With the massive attention and popularity, white TikTok creators can now be very handsomely paid celebrities. That hasn’t been the case for everyone: Black creators, many of whom originated popular dances and other content, have not gotten the same opportunities, leading Black creators to boycott the platform this June.

The pattern of mainstream culture neglecting the people who started the trend or fad isn’t that surprising when you consider that gatekeepers, tastemakers, and critics have tended to skew white and male. But social media and the internet have been leveling the playing field by giving people — young people, people of color, women, LGBTQ people — a place to gather and be heard.

“As Black folk, we’ve always been aware that we’ve been excluded and othered. Even in the spaces we’ve managed to create for ourselves — whether it be in music, fashion, language, or dance — non-Black folk continuously infiltrate and occupy these spaces with no respect for the architects who built them,” Erick Louis, a dancer and TikToker, told Vox this past June.

Social media made it easier for people like Louis to call out and criticize appropriation or unfairness. It’s made critics more conscious of their own biases and blind spots. That’s a positive outcome.

It has also galvanized taste.

The internet makes the line that separates fads and mainstream culture incredibly thin. Even niche corners of the pop culture landscape feel five seconds away from becoming swept up by the masses. A fad is so quickly adopted that it’s almost futile to fight it; by the time a hater has heard of it, chances are so have many millions of fans.


Something odd is happening: People you may have thought were chic and hip are falling into fads, drinking the popular drink that’s all over Instagram, reading the novel a celebrity promoted in their book club, or wearing that overpriced shoe everyone has — and people you thought were dorky may now be trendsetters, pioneering viral recipes from their mom’s kitchens on TikTok. It’s all strange in this moment, and even I, who might scoff if one of my friends ordered an espresso martini, understand it.

It’s indicative of how the pandemic may have changed all of us. It’s made people a little more earnest about what they do like and won them a bit more slack. Given the litany of bummers over the past year and a half, we’re entitled to a little bit of that.

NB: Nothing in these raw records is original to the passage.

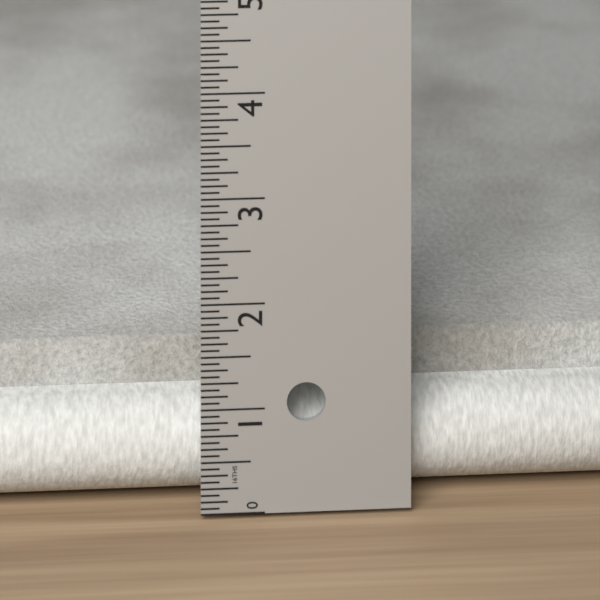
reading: 1.2500 in
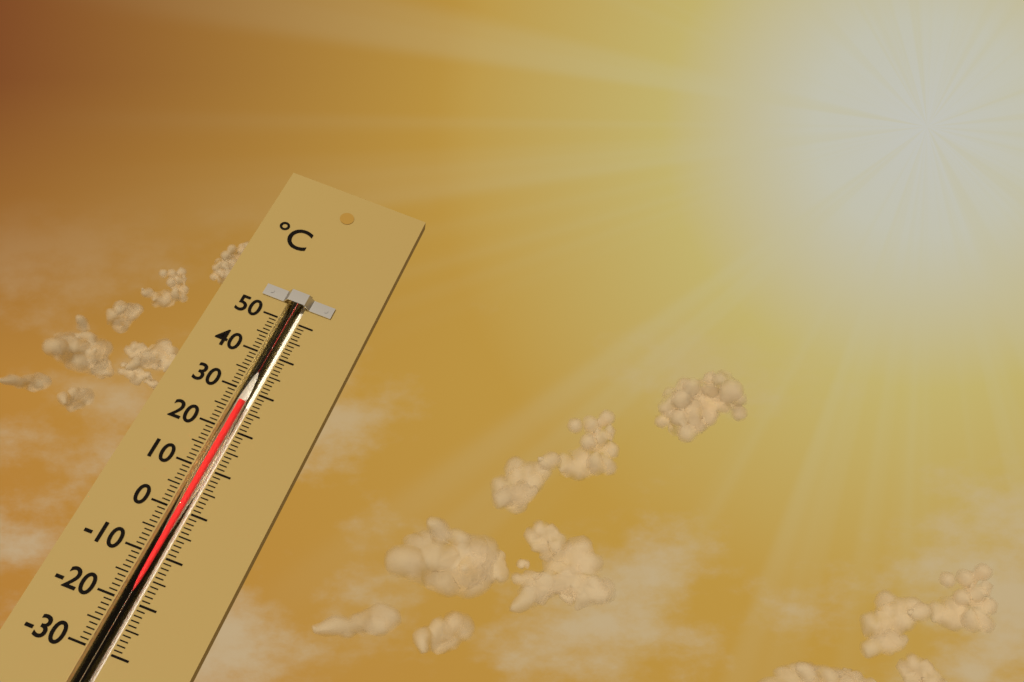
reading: 27 °C
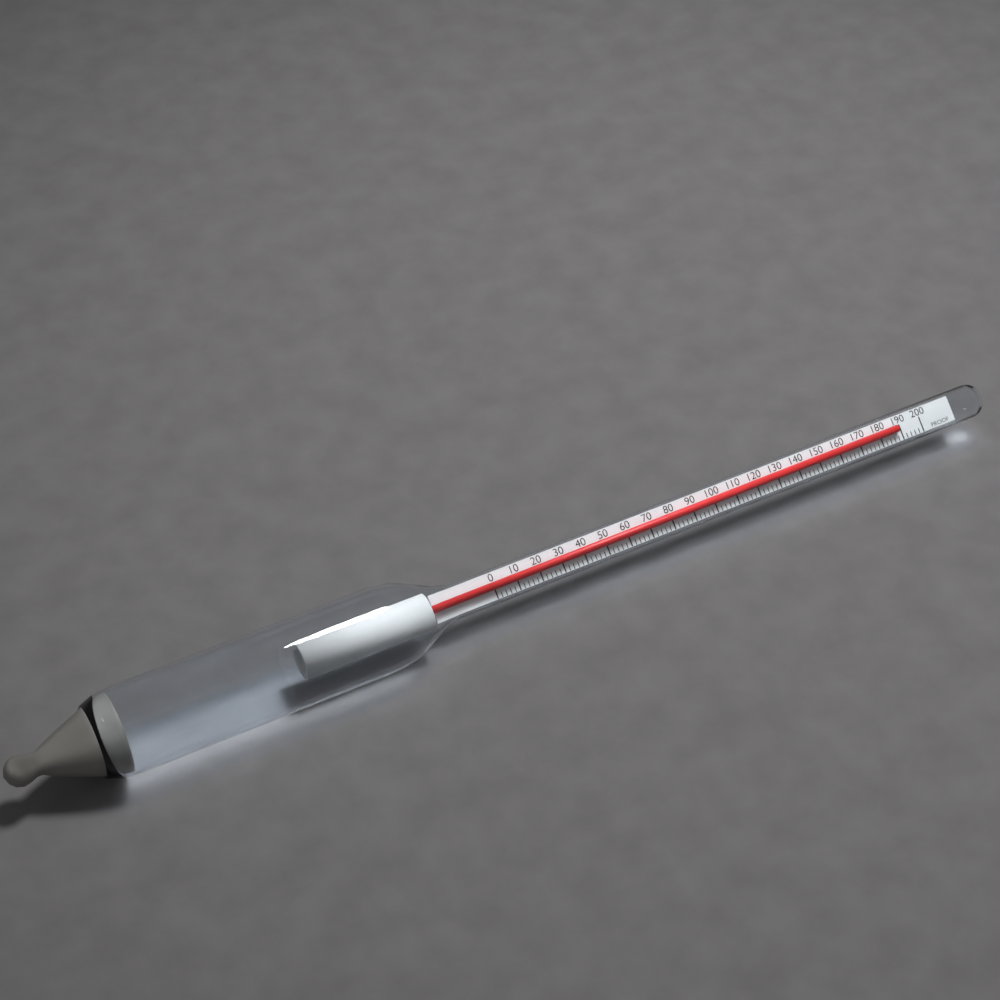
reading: 188 proof
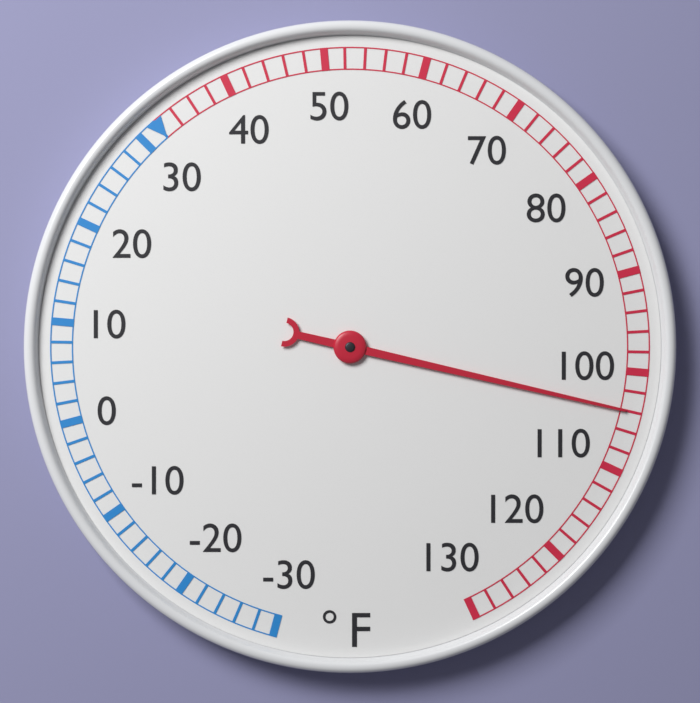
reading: 104 °F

Over the pandemic, as I watched friends turning into plant dads, knitters, bread bakers, and cat moms, I began to realize that these fads and trends were bridges to human connection, allowing us to build communities that we might not have otherwise. Granted, some of these hobbies are much more permanent and carry more commitment than others (say, making the photogenic Dalgona coffee is a lot less investment than getting a pet), but the end result is the same. There’s a second level of enjoyment unlocked by joining and participating in a community.

It makes sense that as the pandemic severed a lot of our in-person ties, people turned to fads and crazes to create new ones. They did so with less self-inflicted embarrassment.

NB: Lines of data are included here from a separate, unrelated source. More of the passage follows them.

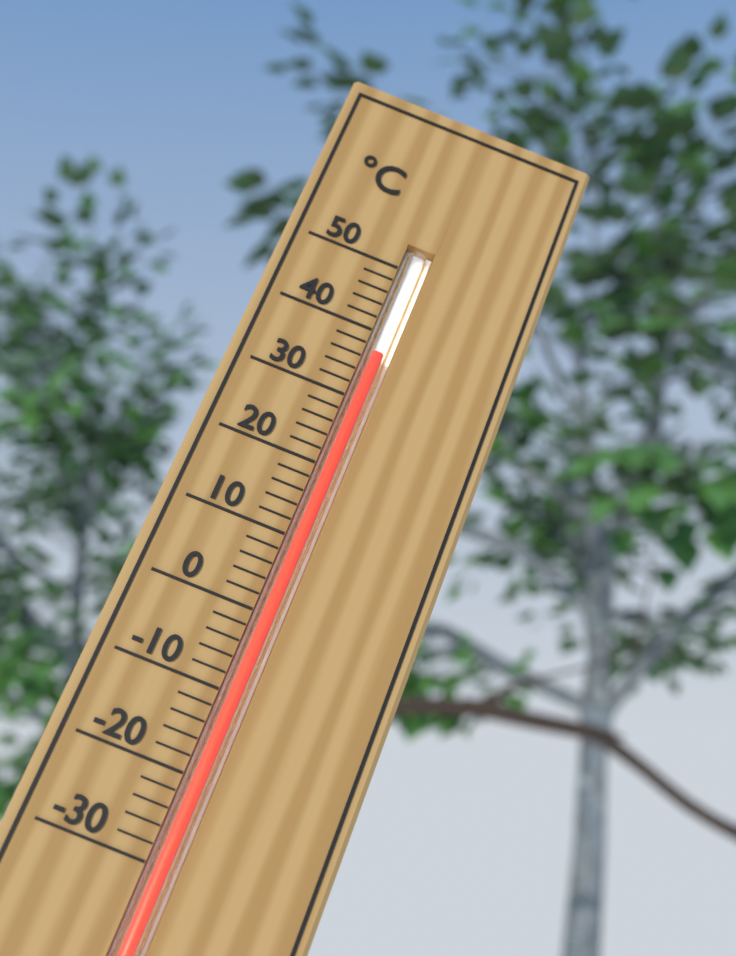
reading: 37 °C
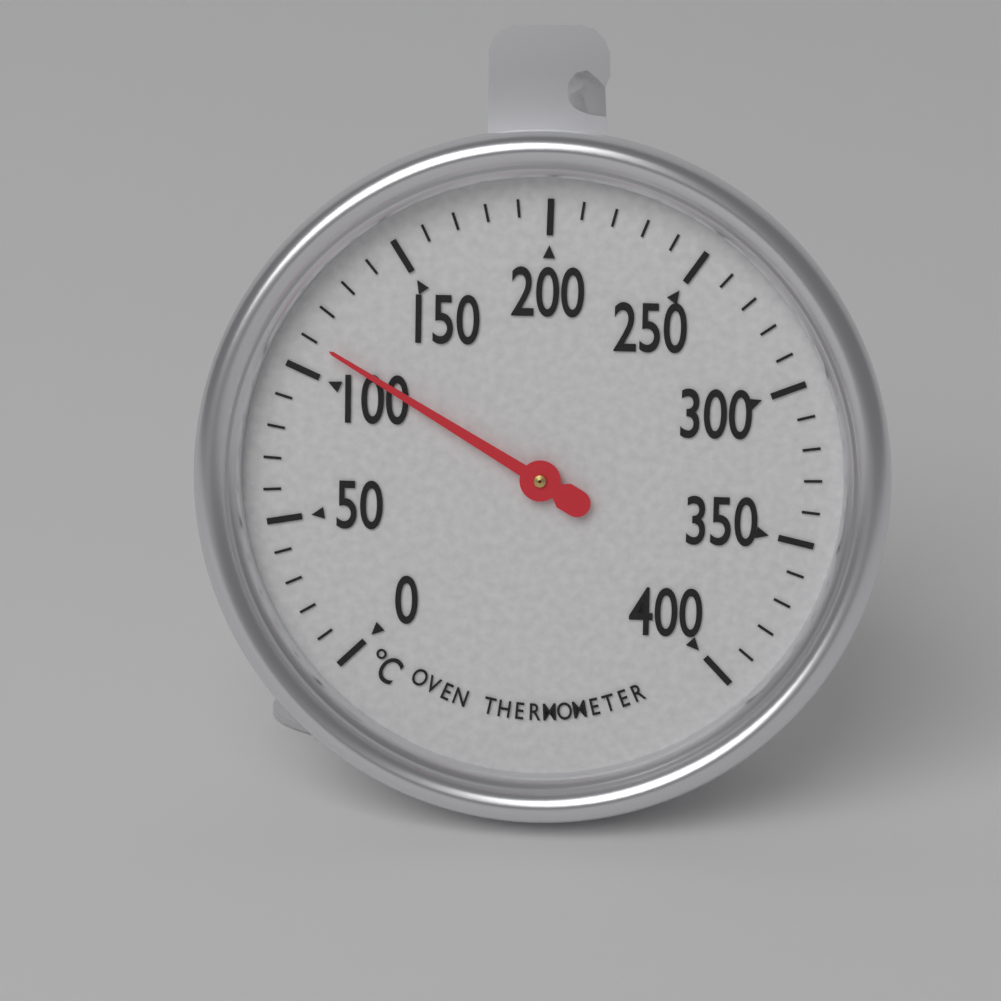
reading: 110 °C
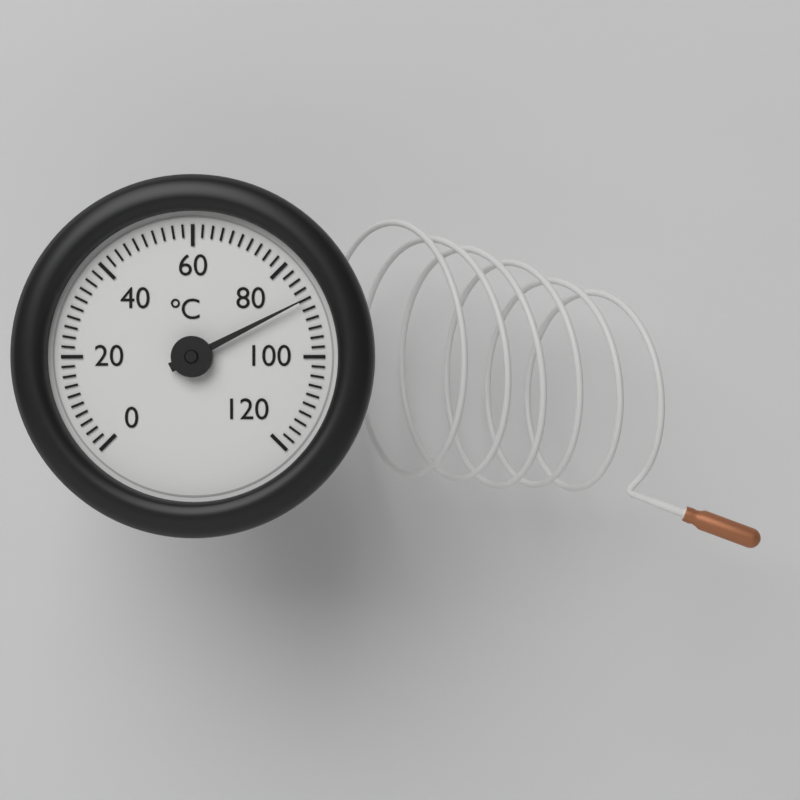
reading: 88 °C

Whether our propensity for fads carries on in a post-pandemic world (if one even exists), is truly anyone’s guess. Perhaps we’ll get to a place where we can be abysmally, universally cynical about a fad. I’m not a trend forecaster or any kind of soothsayer. I would also trade every fad I participated in to get the before times world back. But the pandemic truly changed the way I — and a lot of people in my life — pursued joy.

It made me realize, more than ever, that it isn’t permanent. That’s why I found myself seeing what everyone else is chasing and joining in that hunt. If people said Peloton or weird coffee or feta made them happy, I would give it a shot.

Fads aren’t going to take you to joy every single time; joy isn’t guaranteed. But sometimes, if you’re lucky, they can help you find your way around.

Alex Abad-Santos is a senior culture reporter for Vox.